The Story of Calico Clown eBook

Laura Lee Hope
This eBook from the Gutenberg Project consists of approximately 63 pages of information about The Story of Calico Clown.

The Story of Calico Clown eBook

Laura Lee Hope
This eBook from the Gutenberg Project consists of approximately 63 pages of information about The Story of Calico Clown.

The boy had grabbed up the Calico Clown and had thrown the Elephant down so hard that the Celluloid Doll was knocked over.

“Be careful, little boy, if you please,” gently said the girl clerk.

“Oh, I’ve got to have this Clown!” went on the rude boy.  “I don’t care for other toys.  Does this fellow do anything?” he asked of the clerk, while his mother looked on, hardly knowing what to say.  Archibald had just been to the dentist’s to have a tooth pulled, so perhaps we should forgive him for being a little rough.

“The Clown plays his cymbals when you touch him here,” and the clerk pointed to the spring hidden in the chest of the gay fellow, under his speckled, striped and spotted calico jacket.

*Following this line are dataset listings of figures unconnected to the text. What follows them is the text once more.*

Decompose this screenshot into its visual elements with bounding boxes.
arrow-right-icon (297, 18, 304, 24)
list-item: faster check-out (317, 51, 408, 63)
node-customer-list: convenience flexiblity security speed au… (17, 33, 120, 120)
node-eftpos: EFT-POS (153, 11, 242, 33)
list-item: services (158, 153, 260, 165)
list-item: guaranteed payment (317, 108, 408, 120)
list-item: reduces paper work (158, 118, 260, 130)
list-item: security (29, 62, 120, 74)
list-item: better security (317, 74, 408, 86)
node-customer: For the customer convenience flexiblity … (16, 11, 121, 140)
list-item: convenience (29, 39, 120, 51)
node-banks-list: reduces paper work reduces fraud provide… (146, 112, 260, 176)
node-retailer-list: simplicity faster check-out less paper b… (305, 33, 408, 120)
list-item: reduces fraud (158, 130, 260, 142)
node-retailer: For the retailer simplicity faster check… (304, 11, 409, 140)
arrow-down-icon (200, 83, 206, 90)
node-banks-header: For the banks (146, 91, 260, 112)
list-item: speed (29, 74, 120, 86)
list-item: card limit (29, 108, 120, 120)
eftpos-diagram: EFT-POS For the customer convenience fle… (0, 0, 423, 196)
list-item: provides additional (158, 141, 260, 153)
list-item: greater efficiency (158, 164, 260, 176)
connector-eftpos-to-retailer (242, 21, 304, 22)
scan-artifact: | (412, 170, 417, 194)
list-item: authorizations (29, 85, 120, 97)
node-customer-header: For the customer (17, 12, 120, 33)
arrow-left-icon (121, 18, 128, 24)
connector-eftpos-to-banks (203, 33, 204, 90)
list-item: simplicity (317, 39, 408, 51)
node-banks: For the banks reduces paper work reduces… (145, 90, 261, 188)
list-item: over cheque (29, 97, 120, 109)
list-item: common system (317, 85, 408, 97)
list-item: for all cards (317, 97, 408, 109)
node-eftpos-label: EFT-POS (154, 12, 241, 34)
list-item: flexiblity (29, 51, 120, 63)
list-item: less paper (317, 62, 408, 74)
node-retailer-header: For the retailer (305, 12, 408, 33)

“Oh, I’ll touch him all right!  I’ll punch him!” cried the boy, and he jabbed the Calico Clown so hard in the chest that the cymbals rattled together like marbles in a boy’s pocket.

“He’s dandy!  I want him!” cried the boy.  “What else does he do?” he asked.

“He moves his arms and legs when you pull these strings,” was the answer, and the clerk showed the boy how to do it.

“Oh, he’s a jolly toy!” cried Archibald.  “I’ll have some fun with him when I show him to the other fellows.  Hi!  Look at him jig!” and he pulled the strings so fast that it seemed as if the poor Clown would turn somersaults.

“I can see what will happen to me,” thought the Clown.  “I shall come to pieces in about a week, and be thrown in the ash can.  Why can’t he be nice and quiet?”

But Archibald was not that kind of boy.  He seemed to want to make a noise or do something all the while.  Most of his toys at home were broken, and that is why his mother had to promise to get him another before he would let her take him to the dentist’s to have an aching tooth pulled.

“I want this Clown!” cried Archibald, making the cymbals bang together again and again.

“Very well, you may have it,” his mother replied.

“I’ll wrap it up for you,” said the clerk, and the poor Clown was quickly smothered in a wrapping of paper around which a string was tied.

“Here is your toy, Archibald,” said his mother, when the plaything came back ready to be taken out of the store.  The mother had taken it from the clerk, and now she handed it to her little boy.

And so he carried the Calico Clown away, without giving the poor, jolly fellow a chance to say good-bye to the Elephant, the Camel or the Celluloid Doll.

“Now our good time for to-night is spoiled,” sadly thought the Elephant.  “Our jolly comrade is gone!”

All the way home in the automobile Archibald kept punching the red and yellow Clown in the chest and banging the cymbals together until the boy’s mother said: 

“Oh, Archibald, please be quiet!  My head aches!”

“All right, I’ll make my Clown jiggle!” said the boy, who really loved his mother, though sometimes he was rude.

Copyrights
Project Gutenberg
The Story of Calico Clown from Project Gutenberg. Public domain.